Ayant obtenu un Bac L/S auprès du Lycée Classique Michelangiolo de Florence,  elle a poursuivi son parcours académique à l’Université Paris1-Pantheon Sorbonne en  obtenant une double licence en Philosophie et Science Politique. A présent étudiante en MSc d’Etudes Européens (idées, idéologies et identités auprès de l’Université londonienne London School of Economics), Elena Maggi envisage de poursuivre son iter dans  le milieu académique et de la  recherche. En particulier elle s’oriente vers des problématiques liées aux nationalismes, aux identités et à la citoyenneté européens.

Sources

Bruter, M. (2003). Winning Hearts and Minds for Europe: The Impact of News and Symbols on Civic and Cultural European Identity. Comparative Political Studies, 36(10), pp.1148-1179.
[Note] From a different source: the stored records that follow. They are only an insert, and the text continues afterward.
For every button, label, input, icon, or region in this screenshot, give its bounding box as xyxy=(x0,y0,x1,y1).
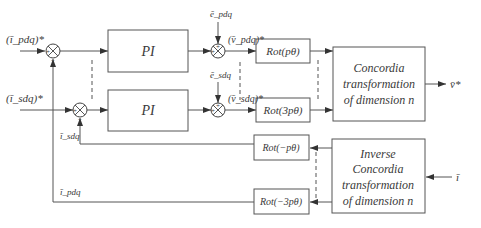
label-i-sdq-feedback: ī_sdq xyxy=(60,131,80,141)
svg-text:of dimension n: of dimension n xyxy=(344,93,415,107)
svg-text:of dimension n: of dimension n xyxy=(343,194,414,208)
sum-junction-2: + − xyxy=(73,103,87,124)
svg-text:(ī_pdq)*: (ī_pdq)* xyxy=(6,33,44,46)
svg-text:Rot(pθ): Rot(pθ) xyxy=(265,45,300,58)
svg-text:+: + xyxy=(211,48,215,56)
control-block-diagram: (ī_pdq)* (ī_sdq)* + − + − + + xyxy=(0,0,481,228)
svg-text:PI: PI xyxy=(140,44,156,59)
concordia-transformation-block: Concordia transformation of dimension n xyxy=(333,47,425,121)
svg-text:+: + xyxy=(211,107,215,115)
sum-junction-1: + − xyxy=(46,44,60,65)
svg-text:+: + xyxy=(216,43,220,51)
svg-text:Rot(−pθ): Rot(−pθ) xyxy=(261,142,300,154)
label-v-pdq-ref: (v̄_pdq)* xyxy=(228,34,264,46)
label-e-sdq: ē_sdq xyxy=(210,70,231,80)
svg-text:Inverse: Inverse xyxy=(359,147,396,161)
svg-text:Concordia: Concordia xyxy=(354,61,405,75)
svg-text:−: − xyxy=(78,116,82,124)
label-output-v: v̄* xyxy=(450,78,461,90)
svg-text:Concordia: Concordia xyxy=(353,162,404,176)
pi-controller-1: PI xyxy=(108,30,188,72)
inverse-concordia-transformation-block: Inverse Concordia transformation of dime… xyxy=(332,139,425,213)
svg-text:(ī_sdq)*: (ī_sdq)* xyxy=(6,92,43,105)
rotation-block-minus-p-theta: Rot(−pθ) xyxy=(254,135,309,160)
label-v-sdq-ref: (v̄_sdq)* xyxy=(228,93,263,105)
svg-text:−: − xyxy=(51,57,55,65)
svg-text:+: + xyxy=(46,48,50,56)
svg-text:transformation: transformation xyxy=(343,77,415,91)
svg-text:transformation: transformation xyxy=(342,178,414,192)
label-i-pdq-feedback: ī_pdq xyxy=(60,187,81,197)
sum-junction-4: + + xyxy=(211,102,225,117)
rotation-block-3p-theta: Rot(3pθ) xyxy=(256,98,310,122)
svg-text:Rot(−3pθ): Rot(−3pθ) xyxy=(259,196,303,208)
rotation-block-minus-3p-theta: Rot(−3pθ) xyxy=(254,189,309,214)
svg-text:+: + xyxy=(216,102,220,110)
input-ref-pdq: (ī_pdq)* xyxy=(6,33,44,46)
svg-text:+: + xyxy=(73,107,77,115)
sum-junction-3: + + xyxy=(211,43,225,58)
input-ref-sdq: (ī_sdq)* xyxy=(6,92,43,105)
svg-text:Rot(3pθ): Rot(3pθ) xyxy=(262,104,302,117)
label-input-i: ī xyxy=(456,171,460,183)
pi-controller-2: PI xyxy=(108,90,188,131)
label-e-pdq: ē_pdq xyxy=(210,9,232,19)
svg-text:PI: PI xyxy=(140,103,156,118)
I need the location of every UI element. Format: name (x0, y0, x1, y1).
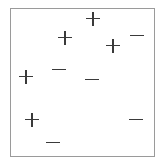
plus-sign-icon (86, 12, 100, 26)
horizontal-stroke (46, 142, 60, 143)
minus-sign-icon (52, 63, 66, 77)
vertical-stroke (92, 12, 93, 26)
minus-sign-icon (129, 113, 143, 127)
vertical-stroke (31, 113, 32, 127)
horizontal-stroke (85, 79, 99, 80)
minus-sign-icon (130, 29, 144, 43)
plus-sign-icon (19, 70, 33, 84)
horizontal-stroke (130, 35, 144, 36)
minus-sign-icon (46, 136, 60, 150)
horizontal-stroke (129, 119, 143, 120)
horizontal-stroke (52, 69, 66, 70)
vertical-stroke (64, 31, 65, 45)
plus-sign-icon (25, 113, 39, 127)
minus-sign-icon (85, 73, 99, 87)
plus-sign-icon (106, 39, 120, 53)
vertical-stroke (25, 70, 26, 84)
plus-sign-icon (58, 31, 72, 45)
vertical-stroke (112, 39, 113, 53)
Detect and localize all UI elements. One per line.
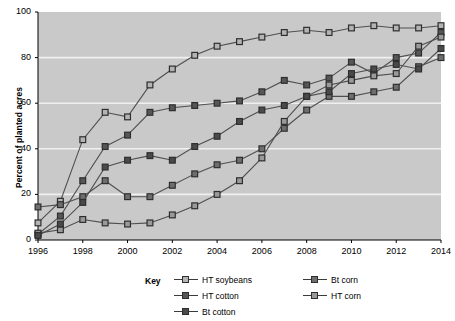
data-point bbox=[259, 155, 265, 161]
data-point bbox=[147, 109, 153, 115]
data-point bbox=[192, 52, 198, 58]
data-point bbox=[281, 78, 287, 84]
data-point bbox=[349, 59, 355, 65]
data-point bbox=[125, 157, 131, 163]
data-point bbox=[371, 89, 377, 95]
data-point bbox=[326, 75, 332, 81]
data-point bbox=[214, 100, 220, 106]
data-point bbox=[416, 66, 422, 72]
data-point bbox=[147, 153, 153, 159]
data-point bbox=[125, 132, 131, 138]
data-point bbox=[393, 71, 399, 77]
data-point bbox=[169, 66, 175, 72]
data-point bbox=[259, 107, 265, 113]
data-point bbox=[57, 213, 63, 219]
data-point bbox=[35, 233, 41, 239]
data-point bbox=[102, 178, 108, 184]
data-point bbox=[326, 30, 332, 36]
data-point bbox=[349, 93, 355, 99]
data-point bbox=[80, 178, 86, 184]
legend-marker-icon bbox=[303, 274, 327, 285]
data-point bbox=[393, 25, 399, 31]
chart-legend: Key HT soybeansBt cornHT cottonHT cornBt… bbox=[130, 272, 430, 318]
data-point bbox=[237, 39, 243, 45]
data-point bbox=[169, 157, 175, 163]
data-point bbox=[326, 82, 332, 88]
data-point bbox=[438, 34, 444, 40]
data-point bbox=[102, 220, 108, 226]
legend-item-ht-corn[interactable]: HT corn bbox=[303, 289, 361, 302]
data-point bbox=[80, 217, 86, 223]
data-point bbox=[393, 84, 399, 90]
chart-figure: Percent of planted acres 020406080100 19… bbox=[0, 0, 455, 321]
data-point bbox=[349, 25, 355, 31]
data-point bbox=[349, 78, 355, 84]
data-point bbox=[147, 220, 153, 226]
data-point bbox=[125, 221, 131, 227]
data-point bbox=[102, 109, 108, 115]
data-point bbox=[169, 212, 175, 218]
data-point bbox=[214, 43, 220, 49]
data-point bbox=[259, 34, 265, 40]
data-point bbox=[57, 221, 63, 227]
legend-marker-icon bbox=[174, 306, 198, 317]
data-point bbox=[169, 182, 175, 188]
data-point bbox=[304, 93, 310, 99]
data-point bbox=[438, 46, 444, 52]
data-point bbox=[281, 119, 287, 125]
data-point bbox=[393, 55, 399, 61]
data-point bbox=[80, 199, 86, 205]
data-point bbox=[416, 50, 422, 56]
data-point bbox=[57, 227, 63, 233]
legend-item-bt-corn[interactable]: Bt corn bbox=[303, 273, 358, 286]
data-point bbox=[416, 43, 422, 49]
data-point bbox=[438, 55, 444, 61]
data-point bbox=[237, 157, 243, 163]
legend-item-ht-soybeans[interactable]: HT soybeans bbox=[174, 273, 252, 286]
legend-marker-icon bbox=[174, 290, 198, 301]
data-point bbox=[281, 103, 287, 109]
data-point bbox=[438, 23, 444, 29]
data-point bbox=[371, 66, 377, 72]
data-point bbox=[326, 89, 332, 95]
data-point bbox=[147, 194, 153, 200]
data-point bbox=[214, 133, 220, 139]
data-point bbox=[281, 125, 287, 131]
data-point bbox=[393, 62, 399, 68]
data-point bbox=[35, 204, 41, 210]
data-point bbox=[259, 146, 265, 152]
data-point bbox=[102, 144, 108, 150]
plot-background bbox=[38, 12, 441, 240]
data-point bbox=[192, 203, 198, 209]
data-point bbox=[304, 82, 310, 88]
legend-item-ht-cotton[interactable]: HT cotton bbox=[174, 289, 239, 302]
data-point bbox=[192, 103, 198, 109]
legend-item-bt-cotton[interactable]: Bt cotton bbox=[174, 305, 236, 318]
data-point bbox=[237, 98, 243, 104]
data-point bbox=[416, 25, 422, 31]
data-point bbox=[237, 119, 243, 125]
data-point bbox=[214, 162, 220, 168]
data-point bbox=[259, 89, 265, 95]
data-point bbox=[349, 71, 355, 77]
data-point bbox=[237, 178, 243, 184]
data-point bbox=[281, 30, 287, 36]
legend-label: HT corn bbox=[331, 291, 361, 301]
legend-marker-icon bbox=[174, 274, 198, 285]
data-point bbox=[192, 171, 198, 177]
legend-marker-icon bbox=[303, 290, 327, 301]
data-point bbox=[192, 144, 198, 150]
legend-label: Bt cotton bbox=[202, 307, 236, 317]
legend-label: HT cotton bbox=[202, 291, 239, 301]
legend-label: HT soybeans bbox=[202, 275, 252, 285]
data-point bbox=[125, 194, 131, 200]
data-point bbox=[304, 27, 310, 33]
legend-title: Key bbox=[145, 276, 161, 286]
data-point bbox=[214, 192, 220, 198]
data-point bbox=[80, 137, 86, 143]
data-point bbox=[169, 105, 175, 111]
data-point bbox=[125, 114, 131, 120]
legend-label: Bt corn bbox=[331, 275, 358, 285]
data-point bbox=[147, 82, 153, 88]
data-point bbox=[304, 107, 310, 113]
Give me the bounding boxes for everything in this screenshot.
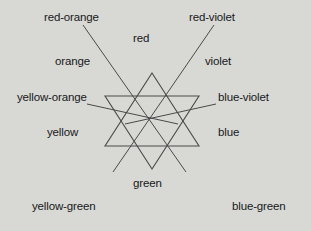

Schmidt, V. ( 2011). The problems of identity and the legitimacy in the European Union: is more politics the answer? In Lucarelli, S., Cerutti, F. and Schmidt, V. (2011). Debating political identity and legitimacy in the European Union. 1st ed. London: Routledge.

Hoffmann, S. and Haas, E. (1997). The Uniting of Europe: Political, Social, and Economic Forces, 1950-1957. Foreign Affairs, 76(5), p.226.

Bruter, M. (2005). Citizens of Europe?. 1st ed. Houndmills, Basingstoke, Hampshire: Palgrave Macmillan.

FLIGSTEIN, N., POLYAKOVA, A. and SANDHOLTZ, W. (2012). European Integration,
Nationalism and European Identity. JCMS: Journal of Common Market Studies, 50, pp.106- 122.